Colorado Democrat John Hickenlooper’s US Senate campaign raises over $1.5 million in latest quarter
U.S. Sen. John Hickenlooper’s campaign said Monday that the Colorado Democrat brought in more than $1.5 million in the second quarter and finished the fundraising period with more than $2.7 million on hand for his 2026 reelection bid.
The quarter’s haul pushes the former two-term governor’s total fundraising since his election to the Senate in 2020 past $4.7 million. Hickenlooper raised just over $1 million in the year’s first quarter.
A spokesman for the Hickenlooper campaign said 93.5% of contributions received in the latest quarter were for $100 or less, with donations posted from 56 of Colorado’s 64 counties.
National election forecasters rate Colorado’s U.S. Senate seat as solidly in the Democrats’ corner in 2026, in part because Republicans haven’t won a major statewide race in more than a decade.
“Republicans recently passed their reckless and wildly unpopular budget bill that flies in the face of our Colorado values,” Hickenlooper said in a statement. “Coloradans are fired up. We’re proud to have their support and to fight alongside them.”
Hickenlooper’s off-year fundraising has so far lagged the quarterly totals posted by U.S. Sen. Michael Bennet in the Democrat’s 2022 reelection campaign. Hickenlooper, however, plans to report having about $400,000 more cash on hand than Bennet had at the same point in 2021.
The GOP has yet to field a formally announced challenger to Hickenlooper, though last week state Rep. Janak Joshi, who lost a 2024 primary bid for the U.S. House, filed paperwork to run for the seat.
When he won his first Senate term in 2020, Hickenlooper defeated Republican incumbent Cory Gardner by 9.5 percentage points. Two years later, Bennet won reelection to a third term over GOP nominee Joe O’Dea by 14.5 percentage points. Bennet, whose current Senate term is up in 2028, is running for governor in next year’s election.
Congressional candidates’ campaign finance reports covering the three-month period from April 1 to June 30 are due to the Federal Election Commission by midnight Tuesday. Candidates for state-level office face the same deadline with the Colorado Secretary of State’s Office.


What is required: Retype all data exactly as given. Pictures should not be retyped.

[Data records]
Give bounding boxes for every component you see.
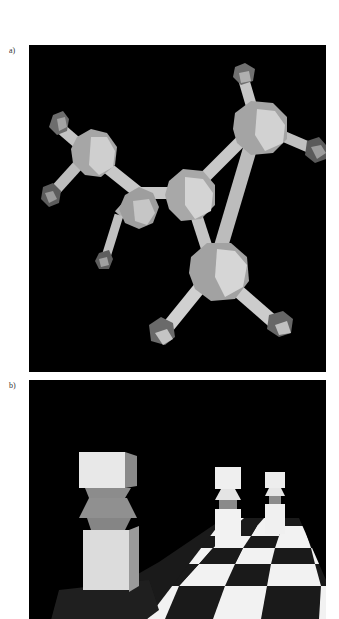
chess-piece-middle — [215, 467, 241, 548]
molecule-render-panel — [29, 45, 326, 372]
panel-b-label: b) — [9, 382, 16, 390]
molecule-illustration — [29, 45, 326, 372]
chess-render-panel — [29, 380, 326, 619]
chess-piece-far — [265, 472, 285, 534]
chess-piece-near — [51, 452, 159, 619]
panel-a-label: a) — [9, 47, 15, 55]
chess-illustration — [29, 380, 326, 619]
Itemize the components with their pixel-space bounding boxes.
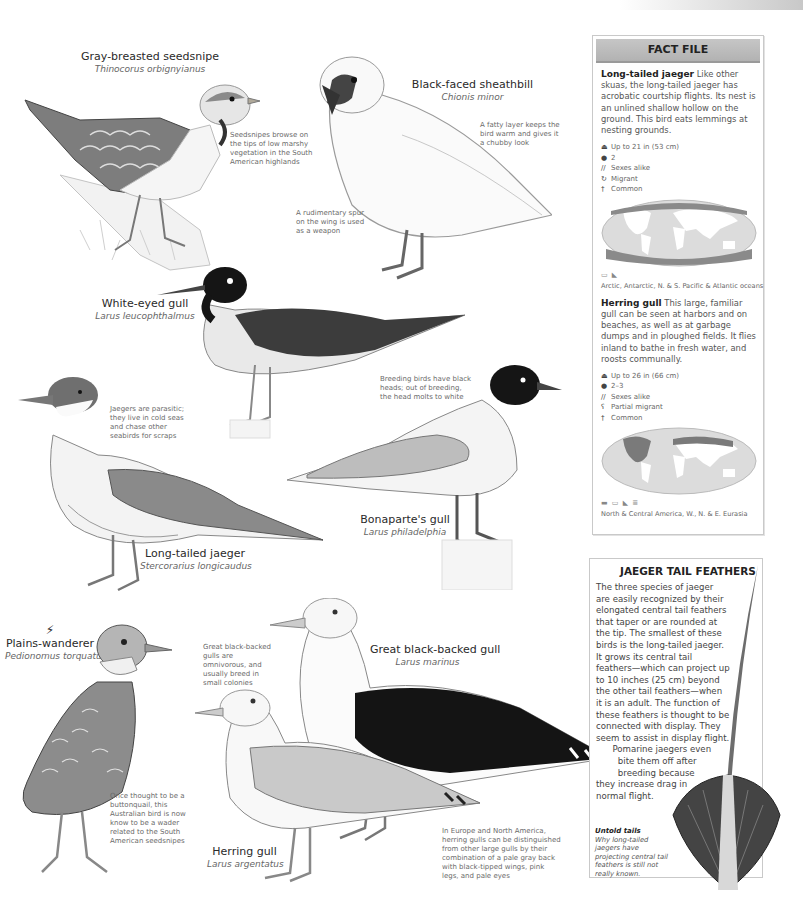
fact-eggs: ●2 xyxy=(601,153,756,164)
sheathbill-spur-note: A rudimentary spur on the wing is used a… xyxy=(296,209,368,236)
herring-gull-common-name: Herring gull xyxy=(207,845,282,858)
tail-feathers-caption-title: Untold tails xyxy=(595,827,675,836)
herring-gull-scientific-name: Larus argentatus xyxy=(207,859,282,869)
sheathbill-label: Black-faced sheathbill Chionis minor xyxy=(405,78,540,102)
fact-entry-herring-name: Herring gull xyxy=(601,298,662,308)
fact-status: †Common xyxy=(601,413,756,424)
fact-size: ⏏Up to 21 in (53 cm) xyxy=(601,142,756,153)
great-black-backed-gull-scientific-name: Larus marinus xyxy=(370,657,485,667)
fact-entry-herring-facts: ⏏Up to 26 in (66 cm) ●2–3 //Sexes alike … xyxy=(601,371,756,424)
tail-feathers-caption: Untold tails Why long-tailed jaegers hav… xyxy=(595,827,675,878)
fact-entry-jaeger-description: Long-tailed jaeger Like other skuas, the… xyxy=(601,69,756,136)
great-black-backed-gull-common-name: Great black-backed gull xyxy=(370,643,485,656)
seedsnipe-illustration xyxy=(20,80,260,275)
plains-wanderer-note: Once thought to be a buttonquail, this A… xyxy=(110,792,190,846)
fact-eggs: ●2–3 xyxy=(601,381,756,392)
great-black-backed-gull-note: Great black-backed gulls are omnivorous,… xyxy=(203,643,278,688)
sheathbill-common-name: Black-faced sheathbill xyxy=(405,78,540,91)
egg-icon: ● xyxy=(601,381,611,392)
seedsnipe-note: Seedsnipes browse on the tips of low mar… xyxy=(230,131,315,167)
bonapartes-gull-label: Bonaparte's gull Larus philadelphia xyxy=(340,513,470,537)
fact-file-title: FACT FILE xyxy=(596,39,760,63)
sheathbill-scientific-name: Chionis minor xyxy=(405,92,540,102)
long-tailed-jaeger-scientific-name: Stercorarius longicaudus xyxy=(140,561,250,571)
fact-sexes: //Sexes alike xyxy=(601,392,756,403)
bonapartes-gull-common-name: Bonaparte's gull xyxy=(340,513,470,526)
size-icon: ⏏ xyxy=(601,371,611,382)
fact-file-panel: FACT FILE Long-tailed jaeger Like other … xyxy=(592,35,764,535)
tail-feather-illustration xyxy=(668,560,783,890)
partial-migrant-icon: ʕ xyxy=(601,402,611,413)
status-icon: † xyxy=(601,184,611,195)
fact-sexes: //Sexes alike xyxy=(601,163,756,174)
fact-entry-herring-description: Herring gull This large, familiar gull c… xyxy=(601,298,756,365)
jaeger-range-map xyxy=(601,199,757,267)
herring-gull-range-text: North & Central America, W., N. & E. Eur… xyxy=(601,510,756,518)
migrant-icon: ↻ xyxy=(601,174,611,185)
fact-entry-jaeger-facts: ⏏Up to 21 in (53 cm) ●2 //Sexes alike ↻M… xyxy=(601,142,756,195)
herring-gull-habitat-icons: ▬ ▭ ◣ ≣ xyxy=(601,499,756,508)
jaeger-habitat-icons: ▭ ◣ xyxy=(601,271,756,280)
plains-wanderer-illustration xyxy=(12,622,177,887)
bonapartes-gull-illustration xyxy=(287,360,562,590)
long-tailed-jaeger-common-name: Long-tailed jaeger xyxy=(140,547,250,560)
sheathbill-fat-note: A fatty layer keeps the bird warm and gi… xyxy=(480,121,562,148)
egg-icon: ● xyxy=(601,153,611,164)
fact-status: †Common xyxy=(601,184,756,195)
herring-gull-range-map xyxy=(601,427,757,495)
status-icon: † xyxy=(601,413,611,424)
long-tailed-jaeger-label: Long-tailed jaeger Stercorarius longicau… xyxy=(140,547,250,571)
great-black-backed-gull-label: Great black-backed gull Larus marinus xyxy=(370,643,485,667)
size-icon: ⏏ xyxy=(601,142,611,153)
fact-migration: ↻Migrant xyxy=(601,174,756,185)
bonapartes-gull-scientific-name: Larus philadelphia xyxy=(340,527,470,537)
fact-size: ⏏Up to 26 in (66 cm) xyxy=(601,371,756,382)
sexes-icon: // xyxy=(601,392,611,403)
sexes-icon: // xyxy=(601,163,611,174)
fact-entry-jaeger-name: Long-tailed jaeger xyxy=(601,69,694,79)
tail-feathers-caption-text: Why long-tailed jaegers have projecting … xyxy=(595,836,668,878)
herring-gull-label: Herring gull Larus argentatus xyxy=(207,845,282,869)
seedsnipe-common-name: Gray-breasted seedsnipe xyxy=(75,50,225,63)
jaeger-range-text: Arctic, Antarctic, N. & S. Pacific & Atl… xyxy=(601,282,756,290)
long-tailed-jaeger-note: Jaegers are parasitic; they live in cold… xyxy=(110,405,190,441)
seedsnipe-label: Gray-breasted seedsnipe Thinocorus orbig… xyxy=(75,50,225,74)
seedsnipe-scientific-name: Thinocorus orbignyianus xyxy=(75,64,225,74)
herring-gull-note: In Europe and North America, herring gul… xyxy=(442,827,562,881)
page-edge-shadow xyxy=(620,0,803,10)
fact-migration: ʕPartial migrant xyxy=(601,402,756,413)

Exercise output:
Give bounding boxes for every component you see.
chess-piece-middle — [215, 467, 241, 548]
molecule-render-panel — [29, 45, 326, 372]
panel-b-label: b) — [9, 382, 16, 390]
molecule-illustration — [29, 45, 326, 372]
chess-render-panel — [29, 380, 326, 619]
chess-piece-far — [265, 472, 285, 534]
chess-piece-near — [51, 452, 159, 619]
panel-a-label: a) — [9, 47, 15, 55]
chess-illustration — [29, 380, 326, 619]
Itemize the components with their pixel-space bounding boxes.
fact-eggs: ●2 xyxy=(601,153,756,164)
sheathbill-spur-note: A rudimentary spur on the wing is used a… xyxy=(296,209,368,236)
herring-gull-common-name: Herring gull xyxy=(207,845,282,858)
tail-feathers-caption-title: Untold tails xyxy=(595,827,675,836)
herring-gull-scientific-name: Larus argentatus xyxy=(207,859,282,869)
sheathbill-label: Black-faced sheathbill Chionis minor xyxy=(405,78,540,102)
fact-entry-herring-name: Herring gull xyxy=(601,298,662,308)
fact-status: †Common xyxy=(601,413,756,424)
fact-size: ⏏Up to 21 in (53 cm) xyxy=(601,142,756,153)
great-black-backed-gull-scientific-name: Larus marinus xyxy=(370,657,485,667)
fact-entry-herring-facts: ⏏Up to 26 in (66 cm) ●2–3 //Sexes alike … xyxy=(601,371,756,424)
tail-feathers-caption: Untold tails Why long-tailed jaegers hav… xyxy=(595,827,675,878)
fact-entry-jaeger-description: Long-tailed jaeger Like other skuas, the… xyxy=(601,69,756,136)
great-black-backed-gull-common-name: Great black-backed gull xyxy=(370,643,485,656)
seedsnipe-illustration xyxy=(20,80,260,275)
plains-wanderer-note: Once thought to be a buttonquail, this A… xyxy=(110,792,190,846)
fact-eggs: ●2–3 xyxy=(601,381,756,392)
great-black-backed-gull-note: Great black-backed gulls are omnivorous,… xyxy=(203,643,278,688)
sheathbill-common-name: Black-faced sheathbill xyxy=(405,78,540,91)
egg-icon: ● xyxy=(601,381,611,392)
seedsnipe-note: Seedsnipes browse on the tips of low mar… xyxy=(230,131,315,167)
bonapartes-gull-label: Bonaparte's gull Larus philadelphia xyxy=(340,513,470,537)
fact-file-title: FACT FILE xyxy=(596,39,760,63)
sheathbill-scientific-name: Chionis minor xyxy=(405,92,540,102)
long-tailed-jaeger-scientific-name: Stercorarius longicaudus xyxy=(140,561,250,571)
fact-sexes: //Sexes alike xyxy=(601,392,756,403)
bonapartes-gull-common-name: Bonaparte's gull xyxy=(340,513,470,526)
size-icon: ⏏ xyxy=(601,371,611,382)
fact-file-panel: FACT FILE Long-tailed jaeger Like other … xyxy=(592,35,764,535)
tail-feather-illustration xyxy=(668,560,783,890)
partial-migrant-icon: ʕ xyxy=(601,402,611,413)
status-icon: † xyxy=(601,184,611,195)
fact-sexes: //Sexes alike xyxy=(601,163,756,174)
fact-entry-herring-description: Herring gull This large, familiar gull c… xyxy=(601,298,756,365)
jaeger-range-map xyxy=(601,199,757,267)
herring-gull-range-text: North & Central America, W., N. & E. Eur… xyxy=(601,510,756,518)
migrant-icon: ↻ xyxy=(601,174,611,185)
fact-entry-jaeger-facts: ⏏Up to 21 in (53 cm) ●2 //Sexes alike ↻M… xyxy=(601,142,756,195)
herring-gull-habitat-icons: ▬ ▭ ◣ ≣ xyxy=(601,499,756,508)
jaeger-habitat-icons: ▭ ◣ xyxy=(601,271,756,280)
plains-wanderer-illustration xyxy=(12,622,177,887)
bonapartes-gull-illustration xyxy=(287,360,562,590)
long-tailed-jaeger-common-name: Long-tailed jaeger xyxy=(140,547,250,560)
sheathbill-fat-note: A fatty layer keeps the bird warm and gi… xyxy=(480,121,562,148)
egg-icon: ● xyxy=(601,153,611,164)
fact-status: †Common xyxy=(601,184,756,195)
herring-gull-range-map xyxy=(601,427,757,495)
status-icon: † xyxy=(601,413,611,424)
long-tailed-jaeger-label: Long-tailed jaeger Stercorarius longicau… xyxy=(140,547,250,571)
great-black-backed-gull-label: Great black-backed gull Larus marinus xyxy=(370,643,485,667)
size-icon: ⏏ xyxy=(601,142,611,153)
fact-migration: ↻Migrant xyxy=(601,174,756,185)
bonapartes-gull-scientific-name: Larus philadelphia xyxy=(340,527,470,537)
fact-size: ⏏Up to 26 in (66 cm) xyxy=(601,371,756,382)
sexes-icon: // xyxy=(601,392,611,403)
sexes-icon: // xyxy=(601,163,611,174)
fact-entry-jaeger-name: Long-tailed jaeger xyxy=(601,69,694,79)
tail-feathers-caption-text: Why long-tailed jaegers have projecting … xyxy=(595,836,668,878)
herring-gull-label: Herring gull Larus argentatus xyxy=(207,845,282,869)
seedsnipe-common-name: Gray-breasted seedsnipe xyxy=(75,50,225,63)
jaeger-range-text: Arctic, Antarctic, N. & S. Pacific & Atl… xyxy=(601,282,756,290)
long-tailed-jaeger-note: Jaegers are parasitic; they live in cold… xyxy=(110,405,190,441)
seedsnipe-label: Gray-breasted seedsnipe Thinocorus orbig… xyxy=(75,50,225,74)
seedsnipe-scientific-name: Thinocorus orbignyianus xyxy=(75,64,225,74)
herring-gull-note: In Europe and North America, herring gul… xyxy=(442,827,562,881)
page-edge-shadow xyxy=(620,0,803,10)
fact-migration: ʕPartial migrant xyxy=(601,402,756,413)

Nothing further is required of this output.